Markets For Health: 3 Ways to Repair Our Broken System

Healthcare Market

Markets, if competitive and functioning within the bounds of rational pricing structures, produce the best results for consumers. But the absurdities of healthcare have perpetuated terrible inefficiencies and dramatically misaligned incentives.

As a result, consumers are waffling about in an opaque system that’s delivered through a patchwork approach, which is largely driven by a legacy of crony capitalism. Everyone’s out in the market passionately protecting their slice of the $3.8 trillion pie with all their might.

A better outlook for healthcare can be achieved by leveraging some market principles, such as:

  • A consumer-first approach to rebalance market forces
  • Transparency to empower smart choices
  • Innovation to unleash new potential

Consumer-first approach

When we put the consumer first and orient toward products and services that are more responsive to their needs, we reshape the market in a way that allows consumer choice to determine the winners and losers. Absent that, today’s healthcare winners are those who have grown via consolidation to a point that few buyers can refuse them, creating oligopolies in many regions across the country.

That’s changing to some degree. For example, healthcare has finally embraced digital technologies — although we’re a bit late to the party — opening up the potential for unique solutions like remote patient monitoring, virtual care, and artificial intelligence. These aren’t just provider- and payer-facing platforms, either. Many of the latest offerings touch individual patients and cater to their preferences.

Technology has advanced to the point that it can be leveraged to disrupt the status quo. Fueled by consumer demand for a better healthcare experience, the Amazons of the world are angling to woo patients over to a virtual model that supplants some of the traditional hospital and office settings.

In fact, a recent Canton & Company online survey found that our network of followers believes Amazon will have the greatest influence on the industry in the near future (41 percent), with Walmart in close second (36 percent), Apple barely making a mark (18 percent), and Google furthest behind (6 percent). No surprise there. Although Amazon might be surprised by how much harder it is to serve a diverse population of patients in the larger healthcare market in contrast to its own younger, healthier workers.

Transparency that empowers

When consumers have some way to compare what they’re buying, the market takes on contours that reflect cost and quality. Competitively priced products and services win. So do higher quality products and services.

Healthcare doesn’t have these competitive features now, but again, that’s beginning to change in small increments. With price transparency rules for hospitals and similar forthcoming rules for insurers, consumers theoretically can shop around for lower-cost services if they are so motivated to take the initiative.

And yes, consumers are indeed insulated from the bulk of service costs thanks to insurance coverage, but high-deductible plans increasingly are peeling away more and more layers of that insulation. Any authentic innovation that will re-engineer our broken healthcare system must include the power upfront pricing information.

Private health insurers pay an average of 247 percent of what Medicare pays for hospital care, and Medicare itself is paying something like 150 percent of what other industrialized nations are paying. That’s quite a spread.

The equally important issue is that doctors rarely know how much a test, treatment, procedure, or prescription will cost, so they are incentivized to order all of the above somewhat indiscriminately. And who essentially makes the decision on which services a consumer will receive? The doctor. Consumers almost never question their doctor’s recommendations.

An empowered provider-patient relationship in which cost is part of the decision making, however, will help reshape the market. Working together with the right information about what the patient needs, why, and how much it costs, both the provider and the patient can arrive at a common-sense choice.

Innovation that unleashes potential

The healthcare industrial complex must be released from restrictions that stifle innovation and be allowed the freedom to place bets with an entrepreneurial spirit. Creative disruption can be a good thing. It inspires leaders and businesses to solve problems instead of guarding their bowls of revenue with menacing growls.

For example, the services that are delivered in the hospital or provider office don’t necessarily need to be delivered in those settings. But they are. Why? Because it’s good for the provider’s bottom line, based on how payment mechanisms are set up. Open up the payment model, and you open up creative solutions.

Here’s just one of the many bonuses: Reworking the default position to opt for care outside the hospital will have considerable impact on hospital-acquired infections, which we all know costs lives and money. The Centers for Disease Control and Prevention estimates that each year we tally 1.7 million infections and 99,000 associated deaths. By comparison, car crashes accounted for about 42,000 deaths in the United States in 2020. We wouldn’t accept unsafe cars causing more than double the number of automobile fatalities, but we’re accepting exactly that amount in hospital-acquired infections. It’s a head-scratcher.

We can create a new healthcare market that puts the consumer in the center, offers choices thanks to price transparency, and inspires innovation through flexible payment models. Such transformation can be achieved if businesses rethink their strategic positions and work toward the vision of a different future.

Canton & Company can help you get there. Our team of experts has a wealth of experience in business transformation, strategic planning, operations, technology, and go-to-market. Let’s start a conversation about the future you envision.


• [Task description] Among the entries below, find each line with "lower" and show it.

• [Available records]
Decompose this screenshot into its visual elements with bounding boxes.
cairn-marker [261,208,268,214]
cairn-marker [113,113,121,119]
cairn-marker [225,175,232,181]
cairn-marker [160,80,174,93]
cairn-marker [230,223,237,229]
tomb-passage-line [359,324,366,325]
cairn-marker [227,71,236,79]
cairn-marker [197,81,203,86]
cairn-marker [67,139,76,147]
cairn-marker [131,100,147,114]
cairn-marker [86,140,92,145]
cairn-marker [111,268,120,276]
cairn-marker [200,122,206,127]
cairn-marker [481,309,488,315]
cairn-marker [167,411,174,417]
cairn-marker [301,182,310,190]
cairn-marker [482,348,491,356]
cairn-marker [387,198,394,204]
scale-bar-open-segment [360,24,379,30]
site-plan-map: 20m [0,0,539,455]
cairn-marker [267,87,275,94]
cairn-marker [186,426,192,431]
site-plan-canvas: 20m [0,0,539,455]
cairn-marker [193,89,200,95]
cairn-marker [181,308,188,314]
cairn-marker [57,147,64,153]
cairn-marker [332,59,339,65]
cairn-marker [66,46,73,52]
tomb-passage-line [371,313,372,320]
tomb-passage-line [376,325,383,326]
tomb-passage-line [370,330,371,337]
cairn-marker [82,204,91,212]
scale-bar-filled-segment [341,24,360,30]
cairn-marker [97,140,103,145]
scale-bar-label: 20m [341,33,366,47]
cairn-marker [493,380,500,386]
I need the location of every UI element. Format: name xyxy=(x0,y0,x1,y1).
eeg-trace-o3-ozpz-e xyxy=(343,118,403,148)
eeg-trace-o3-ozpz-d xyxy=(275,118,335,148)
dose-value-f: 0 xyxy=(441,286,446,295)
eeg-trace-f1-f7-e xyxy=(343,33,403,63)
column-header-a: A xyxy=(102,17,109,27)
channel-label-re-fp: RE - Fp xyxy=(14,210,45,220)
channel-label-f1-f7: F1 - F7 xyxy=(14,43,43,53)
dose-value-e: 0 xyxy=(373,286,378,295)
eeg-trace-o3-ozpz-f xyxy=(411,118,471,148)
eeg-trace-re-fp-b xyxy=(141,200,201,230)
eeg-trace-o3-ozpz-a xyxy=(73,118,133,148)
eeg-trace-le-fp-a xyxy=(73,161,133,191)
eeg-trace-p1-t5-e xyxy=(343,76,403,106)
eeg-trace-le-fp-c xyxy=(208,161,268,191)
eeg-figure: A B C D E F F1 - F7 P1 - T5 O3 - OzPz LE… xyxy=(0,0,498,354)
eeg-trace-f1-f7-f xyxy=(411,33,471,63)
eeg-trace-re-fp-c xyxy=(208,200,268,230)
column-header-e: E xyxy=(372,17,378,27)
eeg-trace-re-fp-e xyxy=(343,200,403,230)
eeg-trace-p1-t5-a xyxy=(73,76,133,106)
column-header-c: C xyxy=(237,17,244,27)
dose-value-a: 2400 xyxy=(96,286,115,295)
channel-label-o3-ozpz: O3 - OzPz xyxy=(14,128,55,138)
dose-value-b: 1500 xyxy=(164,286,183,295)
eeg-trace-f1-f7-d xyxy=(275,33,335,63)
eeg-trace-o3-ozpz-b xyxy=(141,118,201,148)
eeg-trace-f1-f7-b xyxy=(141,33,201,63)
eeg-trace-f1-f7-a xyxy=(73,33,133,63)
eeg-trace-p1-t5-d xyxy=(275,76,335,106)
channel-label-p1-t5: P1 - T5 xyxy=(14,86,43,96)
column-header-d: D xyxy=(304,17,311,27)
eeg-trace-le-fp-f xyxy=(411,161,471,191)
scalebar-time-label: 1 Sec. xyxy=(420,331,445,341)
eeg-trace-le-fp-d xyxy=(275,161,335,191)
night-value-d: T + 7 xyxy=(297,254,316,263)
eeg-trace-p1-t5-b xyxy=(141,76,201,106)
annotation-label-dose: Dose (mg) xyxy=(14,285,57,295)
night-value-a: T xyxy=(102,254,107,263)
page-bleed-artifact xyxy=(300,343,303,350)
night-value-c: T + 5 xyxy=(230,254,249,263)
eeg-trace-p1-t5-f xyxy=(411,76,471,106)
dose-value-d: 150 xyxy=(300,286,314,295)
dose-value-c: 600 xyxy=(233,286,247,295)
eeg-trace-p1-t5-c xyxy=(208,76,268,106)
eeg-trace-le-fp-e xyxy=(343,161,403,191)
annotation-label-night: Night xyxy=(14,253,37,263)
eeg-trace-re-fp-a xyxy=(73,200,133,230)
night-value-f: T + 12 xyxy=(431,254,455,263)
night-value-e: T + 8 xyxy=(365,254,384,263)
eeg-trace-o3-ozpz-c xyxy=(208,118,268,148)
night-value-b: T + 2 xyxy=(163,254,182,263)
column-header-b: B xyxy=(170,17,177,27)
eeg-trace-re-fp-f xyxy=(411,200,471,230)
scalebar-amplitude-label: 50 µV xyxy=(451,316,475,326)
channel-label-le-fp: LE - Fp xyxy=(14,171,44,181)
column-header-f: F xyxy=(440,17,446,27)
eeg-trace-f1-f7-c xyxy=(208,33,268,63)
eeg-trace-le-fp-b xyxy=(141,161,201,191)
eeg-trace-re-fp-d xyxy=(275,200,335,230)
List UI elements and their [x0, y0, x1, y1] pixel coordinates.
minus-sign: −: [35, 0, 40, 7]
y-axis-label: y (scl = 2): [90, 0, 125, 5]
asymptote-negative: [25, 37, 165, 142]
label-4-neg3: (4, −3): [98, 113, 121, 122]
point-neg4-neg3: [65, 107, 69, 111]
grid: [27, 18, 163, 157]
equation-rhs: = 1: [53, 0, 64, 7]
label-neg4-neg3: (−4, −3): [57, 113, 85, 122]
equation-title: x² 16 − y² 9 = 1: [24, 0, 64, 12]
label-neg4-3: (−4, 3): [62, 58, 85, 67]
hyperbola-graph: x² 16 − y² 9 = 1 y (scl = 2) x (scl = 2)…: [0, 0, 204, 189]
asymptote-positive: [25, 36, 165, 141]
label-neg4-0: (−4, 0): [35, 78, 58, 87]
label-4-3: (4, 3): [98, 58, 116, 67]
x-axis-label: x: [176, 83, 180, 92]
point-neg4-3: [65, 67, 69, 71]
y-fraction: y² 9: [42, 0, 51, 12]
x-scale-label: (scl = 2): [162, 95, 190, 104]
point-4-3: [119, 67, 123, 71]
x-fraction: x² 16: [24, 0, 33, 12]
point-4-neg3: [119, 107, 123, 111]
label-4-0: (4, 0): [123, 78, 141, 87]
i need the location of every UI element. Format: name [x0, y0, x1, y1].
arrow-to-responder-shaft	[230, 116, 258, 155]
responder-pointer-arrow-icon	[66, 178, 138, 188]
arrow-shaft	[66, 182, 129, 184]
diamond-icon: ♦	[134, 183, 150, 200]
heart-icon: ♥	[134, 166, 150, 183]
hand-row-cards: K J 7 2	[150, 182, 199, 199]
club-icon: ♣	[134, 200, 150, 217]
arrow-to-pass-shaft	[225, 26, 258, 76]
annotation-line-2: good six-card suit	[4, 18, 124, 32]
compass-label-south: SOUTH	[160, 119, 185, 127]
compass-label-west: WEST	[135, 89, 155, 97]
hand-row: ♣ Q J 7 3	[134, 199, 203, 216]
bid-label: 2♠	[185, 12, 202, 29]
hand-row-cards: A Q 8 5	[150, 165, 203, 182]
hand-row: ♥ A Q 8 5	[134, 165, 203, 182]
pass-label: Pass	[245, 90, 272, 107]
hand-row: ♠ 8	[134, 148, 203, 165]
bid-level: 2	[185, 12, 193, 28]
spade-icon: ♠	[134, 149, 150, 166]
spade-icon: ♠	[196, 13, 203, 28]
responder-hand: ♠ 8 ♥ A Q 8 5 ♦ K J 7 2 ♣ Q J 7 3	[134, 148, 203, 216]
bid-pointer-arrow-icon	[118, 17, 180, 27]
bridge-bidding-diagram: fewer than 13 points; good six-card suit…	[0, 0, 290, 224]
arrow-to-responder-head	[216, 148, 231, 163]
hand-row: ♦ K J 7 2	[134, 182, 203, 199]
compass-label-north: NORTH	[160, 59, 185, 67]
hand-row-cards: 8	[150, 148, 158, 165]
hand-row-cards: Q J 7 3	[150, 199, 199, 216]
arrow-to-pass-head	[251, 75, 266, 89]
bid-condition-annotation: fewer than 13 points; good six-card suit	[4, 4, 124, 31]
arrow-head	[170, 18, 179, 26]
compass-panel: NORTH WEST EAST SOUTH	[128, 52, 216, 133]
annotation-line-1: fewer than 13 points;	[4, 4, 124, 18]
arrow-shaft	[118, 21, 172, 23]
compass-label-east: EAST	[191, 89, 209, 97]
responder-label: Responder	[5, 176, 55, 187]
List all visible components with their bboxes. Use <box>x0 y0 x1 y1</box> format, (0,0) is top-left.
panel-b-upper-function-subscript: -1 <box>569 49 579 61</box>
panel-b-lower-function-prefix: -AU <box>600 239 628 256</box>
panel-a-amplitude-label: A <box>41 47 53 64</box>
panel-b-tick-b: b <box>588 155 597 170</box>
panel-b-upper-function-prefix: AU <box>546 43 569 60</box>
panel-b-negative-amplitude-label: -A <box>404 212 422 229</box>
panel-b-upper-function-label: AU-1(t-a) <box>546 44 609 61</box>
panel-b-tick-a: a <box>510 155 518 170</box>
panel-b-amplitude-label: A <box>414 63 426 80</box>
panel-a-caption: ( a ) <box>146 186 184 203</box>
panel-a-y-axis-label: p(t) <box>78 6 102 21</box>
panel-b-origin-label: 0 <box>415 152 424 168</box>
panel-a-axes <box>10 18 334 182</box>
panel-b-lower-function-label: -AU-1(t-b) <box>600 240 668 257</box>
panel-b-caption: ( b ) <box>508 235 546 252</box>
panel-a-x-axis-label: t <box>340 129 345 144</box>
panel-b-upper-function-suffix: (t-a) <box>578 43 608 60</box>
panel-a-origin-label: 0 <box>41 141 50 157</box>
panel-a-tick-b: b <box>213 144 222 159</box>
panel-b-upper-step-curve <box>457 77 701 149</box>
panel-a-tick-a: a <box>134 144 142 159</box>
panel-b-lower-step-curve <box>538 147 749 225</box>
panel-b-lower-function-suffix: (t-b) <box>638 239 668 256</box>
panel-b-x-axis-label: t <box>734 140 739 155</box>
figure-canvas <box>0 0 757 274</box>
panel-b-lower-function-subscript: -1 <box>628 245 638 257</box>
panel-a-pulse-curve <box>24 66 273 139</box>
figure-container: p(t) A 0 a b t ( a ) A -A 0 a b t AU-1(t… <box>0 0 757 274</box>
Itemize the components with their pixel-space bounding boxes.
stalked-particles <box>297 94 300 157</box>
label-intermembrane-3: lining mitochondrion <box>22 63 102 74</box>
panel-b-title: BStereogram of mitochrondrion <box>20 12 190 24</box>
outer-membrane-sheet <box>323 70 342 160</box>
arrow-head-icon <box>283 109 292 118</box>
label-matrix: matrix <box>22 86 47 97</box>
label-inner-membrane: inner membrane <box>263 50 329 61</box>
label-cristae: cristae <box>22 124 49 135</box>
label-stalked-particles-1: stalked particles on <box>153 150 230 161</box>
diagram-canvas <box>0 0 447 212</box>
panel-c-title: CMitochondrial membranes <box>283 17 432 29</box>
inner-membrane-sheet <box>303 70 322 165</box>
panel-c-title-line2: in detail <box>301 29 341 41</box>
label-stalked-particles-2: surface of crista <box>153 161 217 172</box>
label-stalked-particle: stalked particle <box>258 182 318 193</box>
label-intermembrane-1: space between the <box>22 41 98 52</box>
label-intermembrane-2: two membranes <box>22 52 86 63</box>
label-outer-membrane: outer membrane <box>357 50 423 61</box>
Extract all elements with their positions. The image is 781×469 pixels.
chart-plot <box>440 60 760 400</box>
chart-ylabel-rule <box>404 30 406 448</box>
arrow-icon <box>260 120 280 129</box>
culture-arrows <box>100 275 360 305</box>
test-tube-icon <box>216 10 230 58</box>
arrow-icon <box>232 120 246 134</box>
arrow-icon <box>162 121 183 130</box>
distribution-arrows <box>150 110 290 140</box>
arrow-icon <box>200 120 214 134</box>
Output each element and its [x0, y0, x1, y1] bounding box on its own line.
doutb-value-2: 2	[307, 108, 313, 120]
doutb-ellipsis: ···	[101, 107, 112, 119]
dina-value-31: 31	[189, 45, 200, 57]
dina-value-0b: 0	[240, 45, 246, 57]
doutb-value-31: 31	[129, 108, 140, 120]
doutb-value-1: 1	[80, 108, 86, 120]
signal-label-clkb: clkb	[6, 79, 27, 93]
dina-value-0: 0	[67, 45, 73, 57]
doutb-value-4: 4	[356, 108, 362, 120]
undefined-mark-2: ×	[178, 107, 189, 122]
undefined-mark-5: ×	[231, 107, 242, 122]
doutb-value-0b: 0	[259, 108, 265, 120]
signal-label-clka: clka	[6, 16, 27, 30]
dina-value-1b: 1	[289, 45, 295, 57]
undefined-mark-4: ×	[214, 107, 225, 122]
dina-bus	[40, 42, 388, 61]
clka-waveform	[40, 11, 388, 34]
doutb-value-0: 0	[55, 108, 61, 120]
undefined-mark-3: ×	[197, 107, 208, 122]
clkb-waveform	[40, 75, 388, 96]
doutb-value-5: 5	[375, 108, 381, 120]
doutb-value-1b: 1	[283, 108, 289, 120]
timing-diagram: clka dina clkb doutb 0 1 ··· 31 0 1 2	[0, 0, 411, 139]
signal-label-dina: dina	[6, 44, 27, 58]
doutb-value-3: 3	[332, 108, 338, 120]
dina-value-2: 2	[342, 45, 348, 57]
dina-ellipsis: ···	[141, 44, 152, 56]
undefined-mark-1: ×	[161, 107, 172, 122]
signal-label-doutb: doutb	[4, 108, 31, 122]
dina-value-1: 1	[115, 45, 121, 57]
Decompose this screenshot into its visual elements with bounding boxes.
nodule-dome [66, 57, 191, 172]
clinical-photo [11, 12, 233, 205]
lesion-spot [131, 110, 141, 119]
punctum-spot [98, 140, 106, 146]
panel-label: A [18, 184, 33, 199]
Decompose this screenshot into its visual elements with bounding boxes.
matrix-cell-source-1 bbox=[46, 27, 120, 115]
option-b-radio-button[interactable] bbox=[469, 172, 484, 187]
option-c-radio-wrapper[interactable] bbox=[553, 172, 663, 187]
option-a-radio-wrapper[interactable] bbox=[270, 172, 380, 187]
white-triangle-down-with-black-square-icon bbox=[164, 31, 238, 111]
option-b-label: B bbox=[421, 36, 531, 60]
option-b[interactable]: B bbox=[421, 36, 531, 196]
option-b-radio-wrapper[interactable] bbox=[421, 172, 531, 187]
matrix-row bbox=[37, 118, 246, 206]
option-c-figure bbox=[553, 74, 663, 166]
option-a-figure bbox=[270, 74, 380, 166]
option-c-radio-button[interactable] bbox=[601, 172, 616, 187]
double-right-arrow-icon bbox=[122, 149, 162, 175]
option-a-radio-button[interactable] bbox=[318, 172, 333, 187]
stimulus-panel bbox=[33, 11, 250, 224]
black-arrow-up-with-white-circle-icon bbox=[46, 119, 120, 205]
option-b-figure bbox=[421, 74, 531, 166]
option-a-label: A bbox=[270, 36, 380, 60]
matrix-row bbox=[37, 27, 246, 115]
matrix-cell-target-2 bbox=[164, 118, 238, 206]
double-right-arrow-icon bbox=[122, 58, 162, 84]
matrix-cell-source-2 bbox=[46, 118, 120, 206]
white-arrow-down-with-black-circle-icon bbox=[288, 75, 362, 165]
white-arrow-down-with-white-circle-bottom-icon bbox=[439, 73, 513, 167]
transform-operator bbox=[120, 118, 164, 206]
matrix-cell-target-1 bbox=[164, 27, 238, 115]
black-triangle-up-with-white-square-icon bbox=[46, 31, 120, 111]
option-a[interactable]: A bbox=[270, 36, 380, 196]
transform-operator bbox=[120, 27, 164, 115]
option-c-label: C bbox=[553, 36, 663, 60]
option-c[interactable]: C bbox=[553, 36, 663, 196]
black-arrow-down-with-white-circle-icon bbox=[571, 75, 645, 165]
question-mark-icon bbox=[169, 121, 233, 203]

• [Solved problem]
panel-b-lower-function-prefix: -AU <box>600 239 628 256</box>
panel-b-lower-function-label: -AU-1(t-b) <box>600 240 668 257</box>
panel-b-lower-step-curve <box>538 147 749 225</box>
panel-b-lower-function-suffix: (t-b) <box>638 239 668 256</box>
panel-b-lower-function-subscript: -1 <box>628 245 638 257</box>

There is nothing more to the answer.